Since no other choice presented itself, she set her mind to what she had to do. When the time came, she would have to act quick.
She wiggled her butt into the intestinal opening, trying hard not to think about what would happen if she slipped, and waited.
It seemed to take forever, but feeling the next tremor, she concentrated; her staff’s head flared a darker orange than usual. She hoped the heat she needed to generate wouldn’t destroy the wooden shaft.
The rock floor heaved.
Her staff discharged a continuous blast of concentrated fire onto the Tang Stone, affecting the layer of stones and rock dust around it—the wizard fire so intense the pebbles congealed into a small puddle of liquid rock.
As she suspected, the concentrated heat was felt by the Gimcr
ack. Instead of the churning rocks settling back down, they heaved violently, exposing the Tang Stone as it sank into the congealing magma.
Melody said the words and her staff flashed bright, changing from heat to cold. She jabbed its head into the melted rock and discharged a blast of absolute cold. The resulting steam hissed violently, forcing her to look away.
The stomach settled, but not before she pulled her staff out of harm’s way.
She couldn’t help but smile. Perched atop the staff, congealed within a hardened shard of rock glass, the Tang Stone glinted light blue. She heaved a great breath, not believing her plan had actually worked. Old Phazarus would be so proud.
Laying the staff head on a large, flat rock, she infused enough heat to melt the rock away from the staff and carefully knocked the Tang Stone free.
She scooped the talisman into her worn leather satchel and waited for the next round of digestive lurching to settle. With renewed vigour, she hopped across the stones and pulled herself into the bottom of the Gimcrack’s esophagus.
Peering into the darkness above, she steeled herself. Getting back up wasn’t going to be easy. She swallowed her doubt, braced her forearms against the chute, and pulled herself upward.

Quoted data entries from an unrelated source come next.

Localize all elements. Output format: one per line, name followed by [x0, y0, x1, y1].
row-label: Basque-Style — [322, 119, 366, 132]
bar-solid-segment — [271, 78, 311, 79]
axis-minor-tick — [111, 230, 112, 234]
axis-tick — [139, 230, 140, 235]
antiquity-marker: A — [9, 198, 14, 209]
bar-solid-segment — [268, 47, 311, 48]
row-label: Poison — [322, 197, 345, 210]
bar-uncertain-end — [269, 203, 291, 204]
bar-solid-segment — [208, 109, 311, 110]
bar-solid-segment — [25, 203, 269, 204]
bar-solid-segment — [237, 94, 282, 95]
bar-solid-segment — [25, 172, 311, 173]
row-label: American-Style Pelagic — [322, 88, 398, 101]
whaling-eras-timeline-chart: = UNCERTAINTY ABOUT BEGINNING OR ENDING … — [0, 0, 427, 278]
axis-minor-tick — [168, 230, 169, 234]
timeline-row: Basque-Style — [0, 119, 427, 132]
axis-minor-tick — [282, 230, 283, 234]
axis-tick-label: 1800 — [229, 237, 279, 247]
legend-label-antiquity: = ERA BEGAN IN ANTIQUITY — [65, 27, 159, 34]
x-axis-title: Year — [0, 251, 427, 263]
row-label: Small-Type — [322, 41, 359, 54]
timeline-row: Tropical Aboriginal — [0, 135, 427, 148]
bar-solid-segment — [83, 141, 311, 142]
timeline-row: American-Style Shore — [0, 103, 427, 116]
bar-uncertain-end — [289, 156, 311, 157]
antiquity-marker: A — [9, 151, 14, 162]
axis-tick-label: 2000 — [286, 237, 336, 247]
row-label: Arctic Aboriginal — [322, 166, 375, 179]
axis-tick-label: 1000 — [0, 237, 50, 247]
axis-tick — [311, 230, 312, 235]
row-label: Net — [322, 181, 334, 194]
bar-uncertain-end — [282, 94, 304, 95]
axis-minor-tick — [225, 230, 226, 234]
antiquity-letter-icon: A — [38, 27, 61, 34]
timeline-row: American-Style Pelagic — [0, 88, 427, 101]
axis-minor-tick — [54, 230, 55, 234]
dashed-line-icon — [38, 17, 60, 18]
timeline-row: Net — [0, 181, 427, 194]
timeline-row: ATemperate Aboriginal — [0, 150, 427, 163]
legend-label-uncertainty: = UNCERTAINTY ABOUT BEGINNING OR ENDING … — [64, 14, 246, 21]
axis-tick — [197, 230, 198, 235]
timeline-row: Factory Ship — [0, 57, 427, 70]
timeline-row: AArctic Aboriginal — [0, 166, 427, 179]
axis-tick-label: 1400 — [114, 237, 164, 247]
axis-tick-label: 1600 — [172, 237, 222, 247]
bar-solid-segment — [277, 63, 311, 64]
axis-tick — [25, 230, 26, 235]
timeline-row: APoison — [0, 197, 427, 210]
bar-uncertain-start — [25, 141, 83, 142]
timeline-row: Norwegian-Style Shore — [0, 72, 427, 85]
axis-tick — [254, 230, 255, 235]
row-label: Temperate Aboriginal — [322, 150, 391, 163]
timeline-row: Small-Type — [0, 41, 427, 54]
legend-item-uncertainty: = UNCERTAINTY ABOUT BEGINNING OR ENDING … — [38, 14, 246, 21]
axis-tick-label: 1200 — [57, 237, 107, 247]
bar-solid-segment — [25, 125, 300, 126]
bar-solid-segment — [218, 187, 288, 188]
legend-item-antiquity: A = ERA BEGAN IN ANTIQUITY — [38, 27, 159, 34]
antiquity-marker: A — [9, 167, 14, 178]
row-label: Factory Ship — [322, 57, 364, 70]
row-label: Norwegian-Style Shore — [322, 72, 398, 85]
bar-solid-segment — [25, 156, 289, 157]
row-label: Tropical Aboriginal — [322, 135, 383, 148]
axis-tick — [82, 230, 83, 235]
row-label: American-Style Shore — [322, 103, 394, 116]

By the time the staff’s light found the top of the Gimcrack’s throat, she was on the verge of tears. Every muscle in her body cried out in protest. Just a little farther and the climb would be over but as she paused to rest for the countless time, she didn’t think she had it in her to get there.
A vision of her brother lying helpless and alone, close to where she rested, bolstered her desire to push on. With great effort, she shimmied her way to the mouth and flopped inside, totally spent.
Her heart sank at the sight of the tightly clenched teeth. Unable to do anything else, she lay on the spongy rock until her harsh breathing calmed, dwelling on how tired she was and how long it had been since she’d last slept.